The Beckoning Song Tradition / Ritual in Colossus | World Anvil

The Beckoning Song

At the Solstice of Summer, the halflings of Toa gather together and group up into smaller parties. Adults and children excited and eager to show off what they have made.   All have brought minor crafts they have put together, each with the theme of a merfolk associated.   The Toan Highlands are home to many cave lagoons and beautiful Lochs. All are taught to fear the Fey of the waters, but not on the Solstice.   Halflings from all the clans make their way to any body of water they know of and lay at the banks their merfolk creations, an offering of hospitality to be share both ways.   When the water fey come for the offerings they too have brought something, the gift of their voices. Each allows a halfling to sing on their behalf.    Music is played, food is cooked over campfires. The two peoples share an evening of merriment.   As the Solstice comes to an end the water Fey lend their song to the halflings and let them sing the past years memories into images that dance on the waters, causing ripples of memory.   These images can be found in different shapes and forms about the waters, on rocks and pebbles. Twisted images in the branches of the nearby flora.   For the water Fey they take the gifts brought to them by the Halflings, placing them into the Silent Droplet, a ancient relic from the time of the Unseelie.   Within this relic the water Fey experience stories acted out, like a puppet show. The halflings of Toa believe that their ancestors will be reborn through these crafted gifts as water Fey to one day sing with them.   The tradition is known to the halflings and water Fey as the Beckoning Song. So called after a Siren returned an elder halfling to their family, singing them back from death.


> [WHAT THE TASK ASKS] An exact transcription of all the records is required, minus the images.
╭─ INPUT DATA
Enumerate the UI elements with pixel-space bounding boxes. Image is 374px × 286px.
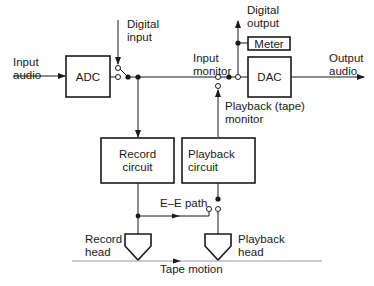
playback-head-label: Playback head xyxy=(238,233,285,258)
input-audio-label: Input audio xyxy=(13,56,41,81)
digital-output-label: Digital output xyxy=(247,4,280,29)
playback-switch-contact xyxy=(216,207,221,212)
record-circuit-block: Record circuit xyxy=(101,138,174,183)
svg-text:circuit: circuit xyxy=(188,161,219,173)
playback-switch-pivot xyxy=(215,196,220,201)
tape-recorder-block-diagram: Input audio ADC Digital input Input moni… xyxy=(0,0,374,286)
svg-text:output: output xyxy=(247,17,280,29)
svg-text:Playback: Playback xyxy=(188,148,235,160)
svg-text:Input: Input xyxy=(13,56,39,68)
tape-motion-label: Tape motion xyxy=(160,263,223,275)
svg-text:Input: Input xyxy=(193,52,219,64)
playback-monitor-label: Playback (tape) monitor xyxy=(225,100,305,125)
svg-text:Output: Output xyxy=(329,52,364,64)
svg-text:ADC: ADC xyxy=(76,71,100,83)
playback-circuit-block: Playback circuit xyxy=(182,138,255,183)
svg-text:head: head xyxy=(85,246,111,258)
svg-text:Digital: Digital xyxy=(127,18,159,30)
svg-text:input: input xyxy=(127,31,153,43)
svg-text:Record: Record xyxy=(119,148,156,160)
record-head-icon xyxy=(125,234,151,260)
svg-text:DAC: DAC xyxy=(257,71,281,83)
svg-text:Playback: Playback xyxy=(238,233,285,245)
dac-block: DAC xyxy=(248,57,291,97)
adc-block: ADC xyxy=(66,56,110,97)
svg-text:head: head xyxy=(238,246,264,258)
svg-text:monitor: monitor xyxy=(225,113,264,125)
ee-path-label: E–E path xyxy=(160,197,207,209)
meter-block: Meter xyxy=(248,37,290,50)
svg-text:Record: Record xyxy=(85,233,122,245)
playback-head-icon xyxy=(205,234,231,260)
svg-text:monitor: monitor xyxy=(193,65,232,77)
digital-input-label: Digital input xyxy=(127,18,159,43)
svg-text:Digital: Digital xyxy=(247,4,279,16)
svg-text:circuit: circuit xyxy=(122,161,153,173)
output-audio-label: Output audio xyxy=(329,52,364,77)
record-head-label: Record head xyxy=(85,233,122,258)
input-monitor-label: Input monitor xyxy=(193,52,232,77)
svg-text:audio: audio xyxy=(329,65,357,77)
monitor-switch xyxy=(216,74,249,88)
svg-text:audio: audio xyxy=(13,69,41,81)
svg-text:Playback (tape): Playback (tape) xyxy=(225,100,305,112)
ee-path-arrow xyxy=(172,214,180,219)
svg-text:Meter: Meter xyxy=(254,38,284,50)
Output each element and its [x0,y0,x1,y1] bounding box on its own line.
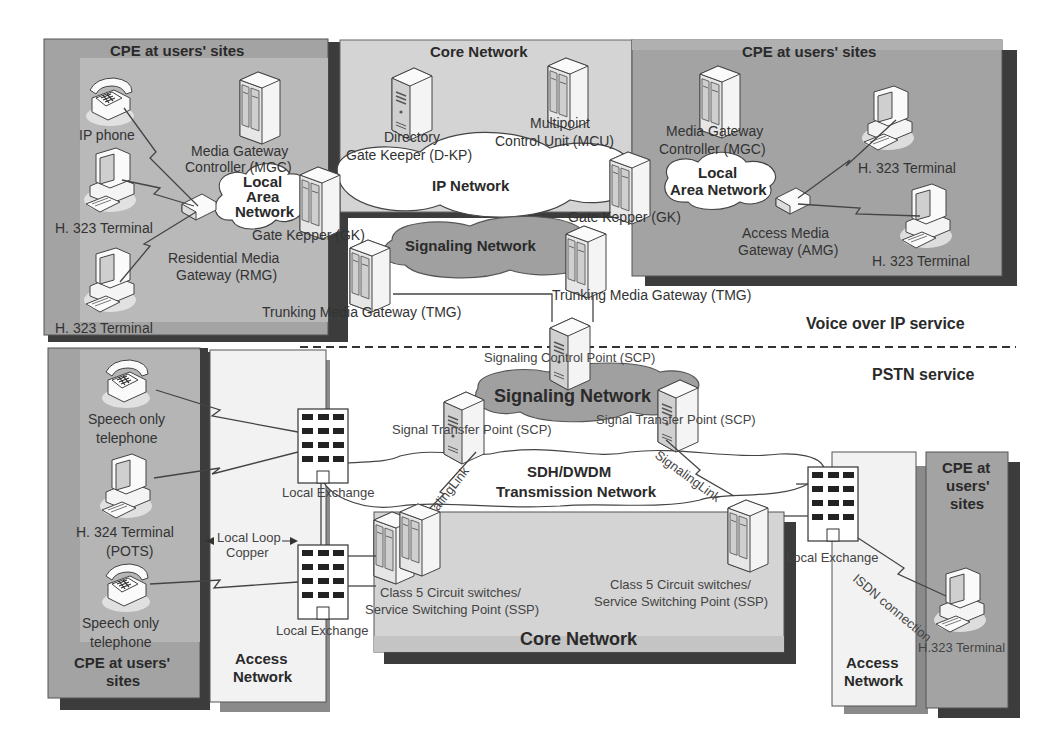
h323-terminal-left-1-label: H. 323 Terminal [55,220,153,236]
pstn-access-right-title2: Network [844,672,904,689]
stp-right-label: Signal Transfer Point (SCP) [596,412,756,427]
h324-line1: H. 324 Terminal [76,524,174,540]
pstn-section-label: PSTN service [872,366,974,383]
voip-core-title: Core Network [430,43,528,60]
h323-terminal-right-1-label: H. 323 Terminal [858,160,956,176]
rmg-line1: Residential Media [168,250,279,266]
mcu-line1: Multipoint [530,115,590,131]
pstn-cpe-right-title1: CPE at [942,459,990,476]
gk-right-label: Gate Kepper (GK) [568,209,681,225]
ip-phone-icon [86,78,134,126]
amg-line1: Access Media [742,225,829,241]
pstn-access-left-title2: Network [233,668,293,685]
pstn-access-right-title1: Access [846,654,899,671]
local-exchange-1-label: Local Exchange [282,485,375,500]
phone-1-line1: Speech only [88,411,165,427]
ssp-right-line1: Class 5 Circuit switches/ [610,577,751,592]
network-architecture-diagram: CPE at users' sites Core Network CPE at … [0,0,1056,739]
mgc-left-line1: Media Gateway [191,143,288,159]
ssp-right-server-icon [728,500,768,572]
scp-label: Signaling Control Point (SCP) [484,350,655,365]
voip-cpe-left-title: CPE at users' sites [110,42,244,59]
dkp-line2: Gate Keeper (D-KP) [346,147,472,163]
pstn-cpe-left-title1: CPE at users' [74,654,170,671]
pstn-cpe-right-title3: sites [950,495,984,512]
pstn-core-title: Core Network [520,629,638,649]
tmg-left-label: Trunking Media Gateway (TMG) [262,304,461,320]
voip-signaling-label: Signaling Network [405,237,537,254]
stp-left-label: Signal Transfer Point (SCP) [392,422,552,437]
pstn-access-left-title1: Access [235,650,288,667]
ip-network-label: IP Network [432,177,510,194]
h323-terminal-right-2-label: H. 323 Terminal [872,253,970,269]
local-exchange-icon-2 [298,545,348,619]
tmg-right-label: Trunking Media Gateway (TMG) [552,287,751,303]
h323-terminal-left-2-label: H. 323 Terminal [55,320,153,336]
phone-1-line2: telephone [96,430,158,446]
rmg-line2: Gateway (RMG) [176,267,277,283]
lan-right-line2: Area Network [670,181,767,198]
local-exchange-2-label: Local Exchange [276,623,369,638]
amg-line2: Gateway (AMG) [738,242,838,258]
local-exchange-right-label: Local Exchange [786,550,879,565]
local-exchange-right-icon [808,467,858,541]
pstn-cpe-left-title2: sites [106,672,140,689]
speech-telephone-icon-1 [102,360,150,408]
transmission-line2: Transmission Network [496,483,657,500]
mgc-server-icon [240,72,280,144]
dkp-line1: Directory [384,129,440,145]
phone-2-line2: telephone [90,634,152,650]
h324-line2: (POTS) [106,543,153,559]
mgc-right-line2: Controller (MGC) [659,141,766,157]
local-loop-line1: Local Loop [217,530,281,545]
local-exchange-icon-1 [298,409,348,483]
voip-cpe-right-title: CPE at users' sites [742,43,876,60]
mgc-right-line1: Media Gateway [666,123,763,139]
local-loop-line2: Copper [226,545,269,560]
tmg-left-server-icon [350,240,390,312]
ssp-left-line1: Class 5 Circuit switches/ [380,585,521,600]
lan-left-line3: Network [235,203,295,220]
ssp-left-server-icon-2 [400,504,440,576]
ip-phone-label: IP phone [79,127,135,143]
phone-2-line1: Speech only [82,615,159,631]
lan-right-line1: Local [698,164,737,181]
pstn-signaling-label: Signaling Network [494,386,652,406]
voip-section-label: Voice over IP service [806,315,965,332]
mcu-line2: Control Unit (MCU) [495,133,614,149]
transmission-network-cloud: SDH/DWDM Transmission Network [320,450,824,507]
ssp-left-line2: Service Switching Point (SSP) [365,602,539,617]
ssp-right-line2: Service Switching Point (SSP) [594,594,768,609]
pstn-cpe-right-title2: users' [946,477,990,494]
transmission-line1: SDH/DWDM [527,463,611,480]
gk-left-label: Gate Kepper (GK) [252,227,365,243]
mgc-left-line2: Controller (MGC) [185,159,292,175]
h323-terminal-pstn-label: H.323 Terminal [918,640,1005,655]
speech-telephone-icon-2 [102,564,150,612]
╰─
> [REPLY TO THE EXERCISE]
Enumerate the UI elements with pixel-space bounding boxes. Image is 374px × 286px.
playback-head-label: Playback head xyxy=(238,233,285,258)
input-audio-label: Input audio xyxy=(13,56,41,81)
digital-output-label: Digital output xyxy=(247,4,280,29)
playback-switch-contact xyxy=(216,207,221,212)
record-circuit-block: Record circuit xyxy=(101,138,174,183)
svg-text:circuit: circuit xyxy=(188,161,219,173)
playback-switch-pivot xyxy=(215,196,220,201)
tape-recorder-block-diagram: Input audio ADC Digital input Input moni… xyxy=(0,0,374,286)
svg-text:output: output xyxy=(247,17,280,29)
svg-text:Playback: Playback xyxy=(188,148,235,160)
svg-text:Input: Input xyxy=(13,56,39,68)
tape-motion-label: Tape motion xyxy=(160,263,223,275)
svg-text:Input: Input xyxy=(193,52,219,64)
playback-monitor-label: Playback (tape) monitor xyxy=(225,100,305,125)
svg-text:Output: Output xyxy=(329,52,364,64)
svg-text:ADC: ADC xyxy=(76,71,100,83)
playback-circuit-block: Playback circuit xyxy=(182,138,255,183)
svg-text:head: head xyxy=(85,246,111,258)
svg-text:Digital: Digital xyxy=(127,18,159,30)
svg-text:input: input xyxy=(127,31,153,43)
svg-text:Record: Record xyxy=(119,148,156,160)
record-head-icon xyxy=(125,234,151,260)
svg-text:DAC: DAC xyxy=(257,71,281,83)
svg-text:Playback: Playback xyxy=(238,233,285,245)
dac-block: DAC xyxy=(248,57,291,97)
adc-block: ADC xyxy=(66,56,110,97)
svg-text:head: head xyxy=(238,246,264,258)
svg-text:monitor: monitor xyxy=(225,113,264,125)
ee-path-label: E–E path xyxy=(160,197,207,209)
meter-block: Meter xyxy=(248,37,290,50)
svg-text:Record: Record xyxy=(85,233,122,245)
playback-head-icon xyxy=(205,234,231,260)
svg-text:monitor: monitor xyxy=(193,65,232,77)
digital-input-label: Digital input xyxy=(127,18,159,43)
svg-text:Digital: Digital xyxy=(247,4,279,16)
svg-text:circuit: circuit xyxy=(122,161,153,173)
output-audio-label: Output audio xyxy=(329,52,364,77)
record-head-label: Record head xyxy=(85,233,122,258)
input-monitor-label: Input monitor xyxy=(193,52,232,77)
svg-text:audio: audio xyxy=(329,65,357,77)
monitor-switch xyxy=(216,74,249,88)
svg-text:audio: audio xyxy=(13,69,41,81)
svg-text:Playback (tape): Playback (tape) xyxy=(225,100,305,112)
ee-path-arrow xyxy=(172,214,180,219)
svg-text:Meter: Meter xyxy=(254,38,284,50)
Output each element and its [x0,y0,x1,y1] bounding box on its own line.
h323-terminal-left-1-label: H. 323 Terminal [55,220,153,236]
pstn-access-right-title2: Network [844,672,904,689]
stp-right-label: Signal Transfer Point (SCP) [596,412,756,427]
h324-line1: H. 324 Terminal [76,524,174,540]
pstn-section-label: PSTN service [872,366,974,383]
voip-core-title: Core Network [430,43,528,60]
h323-terminal-right-1-label: H. 323 Terminal [858,160,956,176]
rmg-line1: Residential Media [168,250,279,266]
mcu-line1: Multipoint [530,115,590,131]
pstn-cpe-right-title1: CPE at [942,459,990,476]
gk-right-label: Gate Kepper (GK) [568,209,681,225]
ip-phone-icon [86,78,134,126]
amg-line1: Access Media [742,225,829,241]
pstn-access-left-title2: Network [233,668,293,685]
pstn-access-right-title1: Access [846,654,899,671]
local-exchange-1-label: Local Exchange [282,485,375,500]
phone-1-line1: Speech only [88,411,165,427]
ssp-right-line1: Class 5 Circuit switches/ [610,577,751,592]
network-architecture-diagram: CPE at users' sites Core Network CPE at … [0,0,1056,739]
mgc-left-line1: Media Gateway [191,143,288,159]
ssp-right-server-icon [728,500,768,572]
scp-label: Signaling Control Point (SCP) [484,350,655,365]
voip-cpe-left-title: CPE at users' sites [110,42,244,59]
dkp-line2: Gate Keeper (D-KP) [346,147,472,163]
pstn-cpe-left-title1: CPE at users' [74,654,170,671]
pstn-cpe-right-title3: sites [950,495,984,512]
pstn-core-title: Core Network [520,629,638,649]
tmg-left-label: Trunking Media Gateway (TMG) [262,304,461,320]
voip-signaling-label: Signaling Network [405,237,537,254]
stp-left-label: Signal Transfer Point (SCP) [392,422,552,437]
pstn-access-left-title1: Access [235,650,288,667]
ip-network-label: IP Network [432,177,510,194]
h323-terminal-right-2-label: H. 323 Terminal [872,253,970,269]
local-exchange-icon-2 [298,545,348,619]
tmg-right-label: Trunking Media Gateway (TMG) [552,287,751,303]
h323-terminal-left-2-label: H. 323 Terminal [55,320,153,336]
phone-1-line2: telephone [96,430,158,446]
rmg-line2: Gateway (RMG) [176,267,277,283]
lan-right-line2: Area Network [670,181,767,198]
local-exchange-2-label: Local Exchange [276,623,369,638]
amg-line2: Gateway (AMG) [738,242,838,258]
local-exchange-right-label: Local Exchange [786,550,879,565]
local-exchange-right-icon [808,467,858,541]
pstn-cpe-left-title2: sites [106,672,140,689]
speech-telephone-icon-1 [102,360,150,408]
transmission-line2: Transmission Network [496,483,657,500]
mgc-server-icon [240,72,280,144]
dkp-line1: Directory [384,129,440,145]
phone-2-line2: telephone [90,634,152,650]
h324-line2: (POTS) [106,543,153,559]
mgc-right-line2: Controller (MGC) [659,141,766,157]
local-loop-line1: Local Loop [217,530,281,545]
local-exchange-icon-1 [298,409,348,483]
voip-cpe-right-title: CPE at users' sites [742,43,876,60]
mgc-right-line1: Media Gateway [666,123,763,139]
local-loop-line2: Copper [226,545,269,560]
tmg-left-server-icon [350,240,390,312]
ssp-left-line1: Class 5 Circuit switches/ [380,585,521,600]
lan-left-line3: Network [235,203,295,220]
ssp-left-server-icon-2 [400,504,440,576]
ip-phone-label: IP phone [79,127,135,143]
phone-2-line1: Speech only [82,615,159,631]
lan-right-line1: Local [698,164,737,181]
pstn-signaling-label: Signaling Network [494,386,652,406]
voip-section-label: Voice over IP service [806,315,965,332]
mcu-line2: Control Unit (MCU) [495,133,614,149]
transmission-network-cloud: SDH/DWDM Transmission Network [320,450,824,507]
ssp-left-line2: Service Switching Point (SSP) [365,602,539,617]
ssp-right-line2: Service Switching Point (SSP) [594,594,768,609]
pstn-cpe-right-title2: users' [946,477,990,494]
transmission-line1: SDH/DWDM [527,463,611,480]
gk-left-label: Gate Kepper (GK) [252,227,365,243]
mgc-left-line2: Controller (MGC) [185,159,292,175]
h323-terminal-pstn-label: H.323 Terminal [918,640,1005,655]
speech-telephone-icon-2 [102,564,150,612]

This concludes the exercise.